Close-up of grass being sprayed with water from a sprinkler
Kseniia Ilinykh
/
Unsplash

Utah hospital uses new robot for head and neck surgeries

Surgeons at the Huntsman Cancer Institute in Salt Lake City are now using a new type of robot on people with head and neck cancers.

The Da Vinci SP robotic surgical system is not the first robot the hospital has used. Unlike past Da Vinci models, though, this one has all the instruments come out through a single port.

This allows surgeons, who will control the robot’s actions through their own movements, to get into tighter spaces through smaller incisions and do more precise surgery.

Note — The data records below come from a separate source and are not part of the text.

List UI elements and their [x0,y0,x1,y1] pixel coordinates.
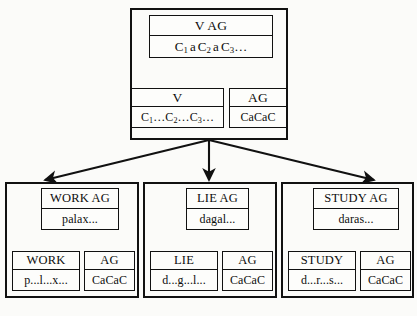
fs-root-left-child-value: C1…C2…C3… [132,107,223,127]
fs-lie-right: AG CaCaC [222,251,273,291]
fs-lie-left-value: d...g...l... [151,270,217,290]
fs-root-result-head: V AG [150,16,272,36]
fs-lie-right-value: CaCaC [223,270,272,290]
fs-work-right-head: AG [85,252,134,270]
fs-study-left-value: d...r...s... [289,270,355,290]
arrow-root-to-work [45,140,209,180]
fs-work-result-value: palax... [42,209,118,229]
fs-work-result: WORK AG palax... [41,188,119,230]
fs-work-left: WORK p...l...x... [12,251,80,291]
fs-root-result-value: C1aC2aC3… [150,36,272,57]
fs-lie-left: LIE d...g...l... [150,251,218,291]
fs-lie-right-head: AG [223,252,272,270]
fs-root-right-child-head: AG [230,89,286,107]
fs-study-left: STUDY d...r...s... [288,251,356,291]
fs-study-right-head: AG [361,252,410,270]
fs-study-left-head: STUDY [289,252,355,270]
arrow-root-to-study [209,140,374,180]
fs-study-right-value: CaCaC [361,270,410,290]
fs-study-result: STUDY AG daras... [313,188,399,230]
fs-study-right: AG CaCaC [360,251,411,291]
fs-root-right-child: AG CaCaC [229,88,287,128]
fs-lie-result-head: LIE AG [187,189,248,209]
diagram-canvas: V AG C1aC2aC3… V C1…C2…C3… AG CaCaC WORK… [0,0,417,316]
fs-lie-result: LIE AG dagal... [186,188,249,230]
fs-work-right-value: CaCaC [85,270,134,290]
fs-work-left-head: WORK [13,252,79,270]
fs-work-right: AG CaCaC [84,251,135,291]
fs-study-result-head: STUDY AG [314,189,398,209]
fs-work-result-head: WORK AG [42,189,118,209]
fs-lie-left-head: LIE [151,252,217,270]
fs-root-left-child: V C1…C2…C3… [131,88,224,128]
fs-work-left-value: p...l...x... [13,270,79,290]
fs-lie-result-value: dagal... [187,209,248,229]
fs-study-result-value: daras... [314,209,398,229]
fs-root-result: V AG C1aC2aC3… [149,15,273,58]
fs-root-left-child-head: V [132,89,223,107]
fs-root-right-child-value: CaCaC [230,107,286,127]
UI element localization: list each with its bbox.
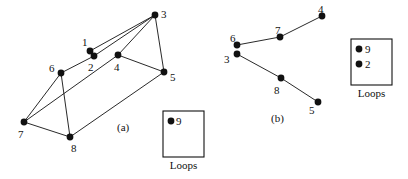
- figure-root: 12345678(a)9Loops345678(b)92Loops: [0, 0, 408, 179]
- graph-node-label-2: 2: [88, 62, 94, 73]
- loops-box-panel-a: [163, 111, 204, 157]
- graph-node-label-6: 6: [230, 33, 236, 44]
- graph-node-label-7: 7: [275, 25, 281, 36]
- loop-node-label-9: 9: [176, 116, 182, 127]
- graph-edge-2-3: [94, 15, 155, 56]
- graph-edge-3-8: [237, 54, 281, 78]
- graph-edge-6-7: [24, 73, 61, 122]
- graph-node-6[interactable]: [58, 70, 65, 77]
- panel-caption-panel-a: (a): [117, 122, 129, 133]
- graph-node-8[interactable]: [67, 134, 74, 141]
- loop-node-9[interactable]: [168, 118, 175, 125]
- graph-node-label-7: 7: [18, 129, 24, 140]
- graph-node-2[interactable]: [91, 53, 98, 60]
- graph-node-label-3: 3: [161, 9, 167, 20]
- graph-figure-canvas: [0, 0, 408, 179]
- graph-edge-7-4: [280, 16, 322, 37]
- graph-node-8[interactable]: [278, 75, 285, 82]
- graph-node-label-4: 4: [114, 62, 120, 73]
- graph-node-5[interactable]: [161, 69, 168, 76]
- graph-node-label-6: 6: [49, 63, 55, 74]
- graph-edge-7-4: [24, 55, 118, 122]
- graph-node-3[interactable]: [152, 12, 159, 19]
- graph-node-label-3: 3: [224, 54, 230, 65]
- graph-node-3[interactable]: [234, 51, 241, 58]
- graph-node-5[interactable]: [315, 99, 322, 106]
- nodes-layer: [21, 12, 363, 141]
- loop-node-label-2: 2: [365, 59, 371, 70]
- graph-node-4[interactable]: [115, 52, 122, 59]
- graph-node-label-8: 8: [274, 85, 280, 96]
- graph-edge-7-8: [24, 122, 70, 137]
- graph-edge-6-8: [61, 73, 70, 137]
- graph-edge-1-3: [90, 15, 155, 51]
- graph-edge-6-7: [237, 37, 280, 45]
- panel-caption-panel-b: (b): [271, 113, 284, 124]
- loop-node-label-9: 9: [365, 44, 371, 55]
- loop-node-2[interactable]: [356, 61, 363, 68]
- graph-node-label-4: 4: [318, 4, 324, 15]
- loops-caption-panel-b: Loops: [351, 88, 392, 99]
- graph-edge-4-5: [118, 55, 164, 72]
- graph-node-label-5: 5: [170, 72, 176, 83]
- graph-node-7[interactable]: [21, 119, 28, 126]
- graph-edge-8-5: [281, 78, 318, 102]
- graph-node-label-1: 1: [82, 37, 88, 48]
- graph-node-label-5: 5: [309, 105, 315, 116]
- loops-caption-panel-a: Loops: [163, 160, 204, 171]
- graph-node-label-8: 8: [71, 143, 77, 154]
- loop-node-9[interactable]: [356, 46, 363, 53]
- graph-edge-3-5: [155, 15, 164, 72]
- graph-edge-3-4: [118, 15, 155, 55]
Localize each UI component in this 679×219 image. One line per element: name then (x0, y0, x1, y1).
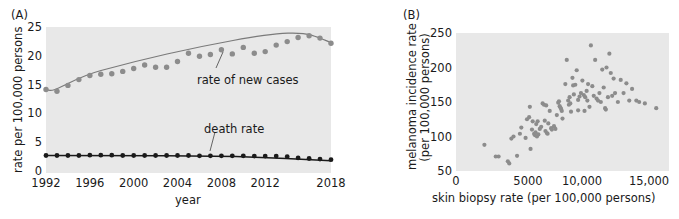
panel-a-annotation-death-rate: death rate (204, 122, 264, 136)
panel-b-ytick-250: 250 (422, 28, 452, 40)
scatter-point (597, 91, 601, 95)
scatter-point (528, 105, 532, 109)
scatter-point (518, 132, 522, 136)
scatter-point (573, 83, 577, 87)
scatter-point (575, 68, 579, 72)
panel-a: (A) rate per 100,000 persons 0 5 10 15 2… (0, 0, 400, 219)
scatter-point (613, 91, 617, 95)
scatter-point (528, 147, 532, 151)
scatter-point (557, 99, 561, 103)
figure-root: (A) rate per 100,000 persons 0 5 10 15 2… (0, 0, 679, 219)
scatter-point (519, 125, 523, 129)
scatter-point (637, 100, 641, 104)
scatter-point (569, 110, 573, 114)
panel-a-xtick-2012: 2012 (245, 178, 285, 190)
scatter-point (560, 116, 564, 120)
panel-a-plot-area (46, 27, 331, 173)
scatter-point (624, 81, 628, 85)
scatter-point (560, 109, 564, 113)
panel-a-xtick-1996: 1996 (70, 178, 110, 190)
scatter-point (482, 143, 486, 147)
scatter-point (536, 132, 540, 136)
scatter-point (612, 76, 616, 80)
scatter-point (553, 127, 557, 131)
scatter-points (482, 43, 658, 165)
scatter-point (606, 95, 610, 99)
panel-b-plot-area (456, 33, 669, 171)
panel-b-x-axis-title: skin biopsy rate (per 100,000 persons) (432, 192, 655, 205)
panel-b-label: (B) (403, 8, 420, 22)
scatter-point (536, 119, 540, 123)
scatter-point (544, 103, 548, 107)
scatter-point (590, 84, 594, 88)
panel-a-annotation-new-cases: rate of new cases (197, 73, 299, 87)
panel-a-plot-svg (46, 27, 331, 173)
scatter-point (586, 82, 590, 86)
scatter-point (619, 78, 623, 82)
scatter-point (523, 136, 527, 140)
scatter-point (527, 115, 531, 119)
scatter-point (600, 67, 604, 71)
panel-a-x-axis-title: year (175, 194, 201, 207)
panel-b-ytick-150: 150 (422, 97, 452, 109)
panel-b-ytick-100: 100 (422, 132, 452, 144)
scatter-point (507, 161, 511, 165)
panel-a-xtick-2000: 2000 (114, 178, 154, 190)
scatter-point (580, 79, 584, 83)
scatter-point (568, 95, 572, 99)
scatter-point (602, 85, 606, 89)
scatter-point (565, 58, 569, 62)
scatter-point (621, 91, 625, 95)
scatter-point (570, 76, 574, 80)
panel-a-ytick-25: 25 (14, 22, 42, 34)
panel-b-xtick-5000: 5000 (508, 176, 548, 188)
scatter-point (511, 134, 515, 138)
panel-a-ytick-15: 15 (14, 80, 42, 92)
panel-a-xtick-2004: 2004 (158, 178, 198, 190)
panel-b-xtick-15000: 15,000 (624, 176, 674, 188)
panel-b-xtick-10000: 10,000 (557, 176, 607, 188)
scatter-point (593, 58, 597, 62)
scatter-point (604, 65, 608, 69)
scatter-point (630, 87, 634, 91)
scatter-point (530, 128, 534, 132)
scatter-point (627, 99, 631, 103)
scatter-point (548, 109, 552, 113)
scatter-point (572, 92, 576, 96)
scatter-point (616, 100, 620, 104)
death-rate-points (44, 153, 334, 162)
scatter-point (568, 101, 572, 105)
panel-b: (B) melanoma incidence rate (per 100,000… (400, 0, 679, 219)
panel-b-ytick-200: 200 (422, 63, 452, 75)
scatter-point (546, 121, 550, 125)
scatter-point (589, 43, 593, 47)
scatter-point (585, 89, 589, 93)
scatter-point (515, 154, 519, 158)
scatter-point (607, 52, 611, 56)
scatter-point (543, 119, 547, 123)
scatter-point (599, 100, 603, 104)
panel-b-plot-svg (456, 33, 669, 171)
panel-b-xtick-0: 0 (441, 176, 471, 188)
panel-a-xtick-2018: 2018 (311, 178, 351, 190)
panel-a-label: (A) (11, 8, 28, 22)
scatter-point (531, 119, 535, 123)
scatter-point (497, 154, 501, 158)
scatter-point (654, 106, 658, 110)
scatter-point (563, 82, 567, 86)
scatter-point (604, 107, 608, 111)
scatter-point (582, 109, 586, 113)
scatter-point (576, 108, 580, 112)
panel-a-xtick-1992: 1992 (26, 178, 66, 190)
new-cases-leader-line (216, 52, 223, 68)
scatter-point (609, 71, 613, 75)
scatter-point (555, 113, 559, 117)
scatter-point (545, 132, 549, 136)
panel-a-ytick-5: 5 (14, 137, 42, 149)
panel-a-y-axis-title: rate per 100,000 persons (12, 27, 25, 173)
panel-a-xtick-2008: 2008 (201, 178, 241, 190)
scatter-point (643, 101, 647, 105)
scatter-point (539, 125, 543, 129)
panel-b-y-axis-title-line1: melanoma incidence rate (406, 25, 419, 170)
panel-a-ytick-10: 10 (14, 108, 42, 120)
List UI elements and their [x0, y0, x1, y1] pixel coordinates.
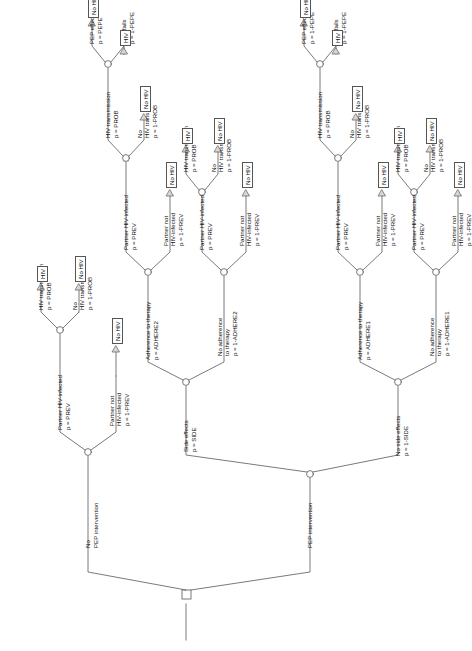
leaf-no-hiv-notprev-d: No HIV [454, 162, 465, 188]
prob-label-not-prob-nopep: p = 1-PROB [86, 277, 93, 310]
edge-pep-side-effects [186, 386, 307, 472]
terminal-triangle [455, 190, 462, 196]
leaf-hiv-trans-b: HIV [182, 128, 193, 144]
prob-label-prev-b: p = PREV [206, 223, 213, 250]
branch-label-partner-not-d-line2: HIV-infected [457, 213, 464, 246]
branch-label-no-pep-line1: No [84, 540, 91, 548]
prob-label-not-prob-a: p = 1-PROB [151, 105, 158, 138]
chance-node-nopep-prob [57, 327, 64, 334]
leaf-no-hiv-notprev-a: No HIV [166, 162, 177, 188]
prob-label-not-prev-b: p = 1-PREV [253, 214, 260, 246]
prob-label-prev-a: p = PREV [130, 223, 137, 250]
prob-label-prob-c: p = PROB [324, 110, 331, 138]
chance-node-nopep-prev [85, 449, 92, 456]
branch-label-partner-infected-b: Partner HIV-infected [198, 195, 205, 250]
leaf-no-hiv-notprev-b: No HIV [242, 162, 253, 188]
prob-label-pepe-a: p = PEPE [96, 17, 103, 44]
prob-label-prob-b: p = PROB [190, 144, 197, 172]
leaf-no-hiv-notrans-d: No HIV [426, 118, 437, 144]
branch-label-partner-infected-c: Partner HIV-infected [334, 195, 341, 250]
leaf-hiv-nopep: HIV [37, 266, 48, 282]
branch-label-partner-not-c-line2: HIV-infected [381, 213, 388, 246]
prob-label-not-prev-nopep: p = 1-PREV [123, 394, 130, 426]
leaf-no-hiv-pepe-c: No HIV [300, 0, 311, 18]
prob-label-adhere1: p = ADHERE1 [364, 321, 371, 360]
prob-label-not-prob-d2: p = 1-PROB [437, 139, 444, 172]
branch-label-transmission-c: HIV transmission [316, 92, 323, 138]
chance-node-pepe-a [105, 61, 112, 68]
branch-label-partner-infected-a: Partner HIV-infected [122, 195, 129, 250]
chance-node-prev-d [433, 269, 440, 276]
prob-label-not-prev-c: p = 1-PREV [389, 214, 396, 246]
branch-label-pep: PEP intervention [306, 503, 313, 548]
prob-label-prev-nopep: p = PREV [64, 403, 71, 430]
prob-label-not-prev-a: p = 1-PREV [177, 214, 184, 246]
branch-label-no-side-effects: No side effects [394, 416, 401, 456]
prob-label-prob-a: p = PROB [112, 110, 119, 138]
edge-nopep-no-transmission [63, 312, 79, 328]
terminal-triangle [379, 190, 386, 196]
chance-node-prob-a [123, 155, 130, 162]
branch-label-no-adherence-d-line2: to therapy [435, 329, 442, 356]
prob-label-not-adhere2: p = 1-ADHERE2 [231, 311, 238, 356]
terminal-triangle [167, 190, 174, 196]
prob-label-prob-nopep: p = PROB [45, 282, 52, 310]
chance-node-pep-side [307, 471, 314, 478]
edge-pep-no-side-effects [313, 386, 398, 472]
chance-node-noside-adhere1 [395, 379, 402, 386]
branch-label-no-adherence-b-line2: to therapy [223, 329, 230, 356]
prob-label-not-prob-b: p = 1-PROB [225, 139, 232, 172]
leaf-hiv-pepfail-a: HIV [120, 30, 131, 46]
edge-prob-a-no-transmission [129, 120, 144, 156]
prob-label-prev-c: p = PREV [342, 223, 349, 250]
leaf-no-hiv-notrans-a: No HIV [140, 86, 151, 112]
leaf-no-hiv-notprev-c: No HIV [378, 162, 389, 188]
prob-label-side: p = SIDE [190, 427, 197, 452]
chance-node-prob-c [335, 155, 342, 162]
prob-label-no-side: p = 1-SIDE [402, 426, 409, 456]
edge-nopep-partner-infected [60, 333, 85, 450]
leaf-no-hiv-notrans-b: No HIV [214, 118, 225, 144]
terminal-triangle [243, 190, 250, 196]
leaf-no-hiv-pepe-a: No HIV [88, 0, 99, 18]
prob-label-prev-d: p = PREV [418, 223, 425, 250]
leaf-no-hiv-notprev-nopep: No HIV [112, 318, 123, 344]
chance-node-prev-a [145, 269, 152, 276]
root-square-node [182, 590, 191, 599]
edge-prob-c-no-transmission [341, 120, 356, 156]
chance-node-prev-c [357, 269, 364, 276]
prob-label-adhere2: p = ADHERE2 [152, 321, 159, 360]
branch-label-no-pep-line2: PEP intervention [92, 503, 99, 548]
prob-label-not-prev-d: p = 1-PREV [465, 214, 472, 246]
prob-label-not-prob-c: p = 1-PROB [363, 105, 370, 138]
branch-label-adherence-c: Adherence to therapy [356, 302, 363, 360]
edge-root-to-pep [191, 478, 310, 590]
branch-label-partner-infected-nopep: Partner HIV-infected [56, 375, 63, 430]
branch-label-partner-infected-d: Partner HIV-infected [410, 195, 417, 250]
branch-label-side-effects: Side effects [182, 420, 189, 452]
prob-label-not-adhere1: p = 1-ADHERE1 [443, 311, 450, 356]
branch-label-adherence-a: Adherence to therapy [144, 302, 151, 360]
leaf-no-hiv-notrans-c: No HIV [352, 86, 363, 112]
chance-node-prev-b [221, 269, 228, 276]
leaf-hiv-trans-d: HIV [394, 128, 405, 144]
branch-label-partner-not-a-line2: HIV-infected [169, 213, 176, 246]
terminal-triangle [113, 346, 120, 352]
branch-label-partner-not-b-line2: HIV-infected [245, 213, 252, 246]
prob-label-prob-d: p = PROB [402, 144, 409, 172]
branch-label-transmission-a: HIV transmission [104, 92, 111, 138]
chance-node-pepe-c [317, 61, 324, 68]
branch-label-partner-not-nopep-line2: HIV-infected [115, 393, 122, 426]
leaf-hiv-pepfail-c: HIV [332, 30, 343, 46]
leaf-no-hiv-nopep: No HIV [75, 256, 86, 282]
edge-root-to-nopep [88, 456, 186, 590]
chance-node-side-adhere2 [183, 379, 190, 386]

According to Huntsman Cancer Institute Thoracic Surgeon Dr. Brian Mitzman, there’s no increased risk to using a robot for surgery.

The Huntsman Cancer Institute is the first and only hospital in the Mountain West to use this system.

Two incidents at same I-80 location cause slowdowns in Salt Lake County

Two separate incidents on I-80 Wednesday morning caused significant slowdowns in western Salt Lake County.

At around 7 a.m., a vehicle crashed at milepost 105 and blocked one of the westbound lanes, then another vehicle crashed into the first one. There were no reported injuries, but cleanup took time.

Then, mechanical issues forced a Utah Transit Authority bus off the highway on the eastbound side. There were no passengers inside and no injuries were reported.

Both incidents were cleared by 9:30 a.m.

It’s the second time in less than a week that two separate crashes happened at approximately the same time in the same location on opposite sides of a Utah interstate. On Jan. 25, there were two semi-track crashes on opposite sides of I-215 West in Salt Lake City at exactly the same spot.

Lawmaker proposes bills, funding requests for water conservation

One lawmaker is proposing multiple bills and funding requests to conserve water use in the face of drought and a drying Great Salt Lake.

Rep. Doug Owens (D-Millcreek) is asking for $12 million to support an ongoing turf buyback program, which is where local water districts pay people to get rid of lawn they don’t use.

Owens is also seeking $500,000 to launch a voluntary program that would pay farmers to send the water they would use for an extra crop downstream to the Great Salt Lake.

Both funding requests will be considered as part of the overall state budget.

Two bills have been proposed by Owens regarding water conservation: H.B. 11, which would restrict nonfunctional turf in government buildings, and H.B. 401, which restricts when lawn or turf can be irrigated.

H.B. 11 was advanced by the Senate Natural Resources Committee Tuesday with a unanimous vote.

Duck is a general reporter and weekend announcer at UPR, and is studying broadcast journalism and disability studies at USU. They grew up in northern Colorado before moving to Logan in 2018, so the Rocky Mountain life is all they know. Free time is generally spent with their dog, Monty, listening to podcasts, reading or wishing they could be outside more.